We’ve had, obviously, so many films with aliens that one could argue we’ve seen it all with alien designs, but the Legislators have a fairly unique look to them in how they appear and move. The same thing goes for their Hunter soldiers. Can you talk about the designs for the aliens and how your team created them?
Yeah, it is hard to sort of evolve conceptually what an alien life form should look like. When I started I built it on logic and plausibility also as much as one’s needs for what these aliens are here to do. They’re insectoid, they come from a carbon-based planet, they’re looking to terraform us. I was inspired by the idea that they were wasps in relation to us as bees. Once I started thinking that way, what if we as the bees were willing to sacrifice ourselves for the greater good while they’re looking to colonize and terraform us. That’s when their ships and transport vehicles started to take a more rudimentary and hive-like shape and silhouette. There’s a sculptor by the name of Anthony Gormady, a British sculptor, I was inspired by a lot of his work in terms of how their outer shell has that spike-like quality. In our case, I related that to their emotions so their ability to, by way of temperament, change their outer shells to fit their levels of aggression.

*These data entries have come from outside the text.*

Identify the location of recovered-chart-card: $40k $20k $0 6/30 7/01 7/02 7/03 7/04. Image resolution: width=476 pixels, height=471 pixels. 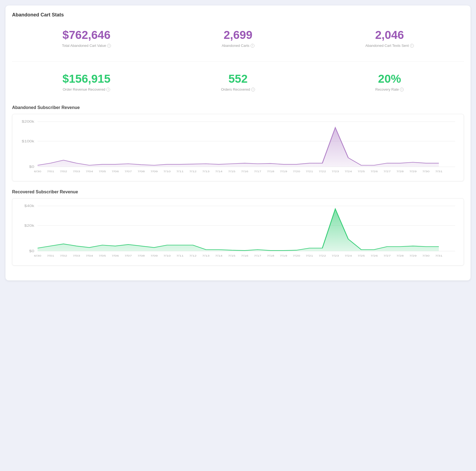
(238, 232).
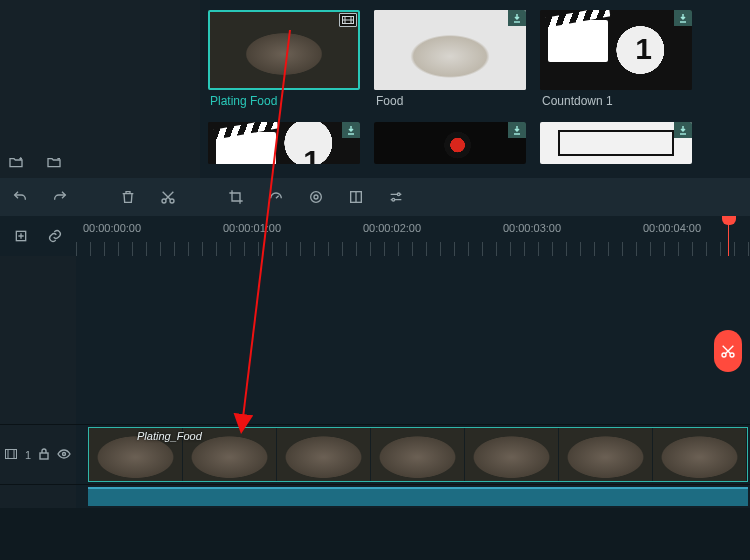 The image size is (750, 560). I want to click on ruler-head, so click(38, 236).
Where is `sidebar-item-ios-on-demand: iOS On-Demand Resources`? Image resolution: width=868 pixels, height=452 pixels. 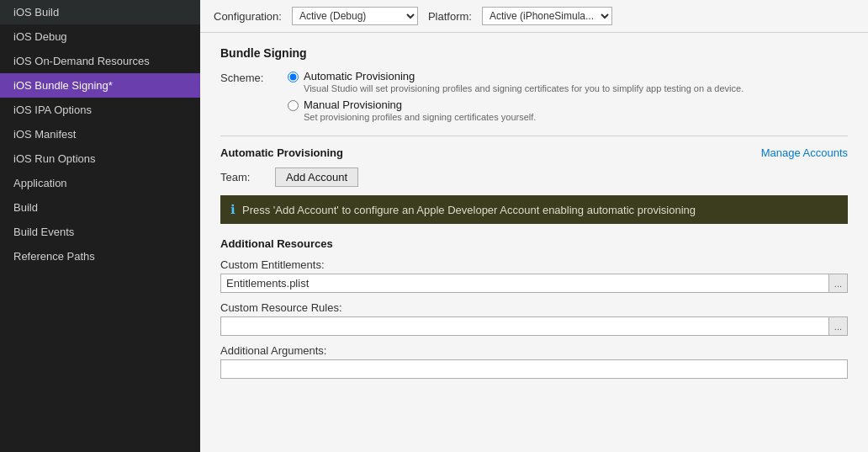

One of the most intriguing elements was the score by Rob Simonsen. Did you two collaborate on how the music should sound? How did Simonsen create the score?
We did, yeah. We came at it from an interesting way, something that’s increasingly common and actually the norm nowadays when one starts a film score which is to use tech music in early cuts. I’ve done that pretty much in every other film I’ve made previously. There’s a lot to be said for it because it gives you a very quick shorthand to create mood, but there’s a real danger to it as well because it lock you into the style of your timing in the edit and it also sometimes sort of dictates to your composer a very specific book of rules that puts them in a box. There’s no coincidence that a lot of modern scores sound quite similar because they’re always echoing something that happened previously. I had the luxury with this and I approached Rob and it’s a lot more work for a composer to blue sky a score, but that’s exactly what we did. We started with zero, we started with the picture and talked about instrumentation and the tone, how we wanted to approach it. Gradually over time it evolved into quite an electronic score because it felt like what I wanted to achieve was to give the characters in our film an engine, not only a ticking clock, but also a rhythm by which to travel through the world and that’s when Rob really took over and built the score that exists.
Many thanks to Rupert Wyatt for taking the time for this interview.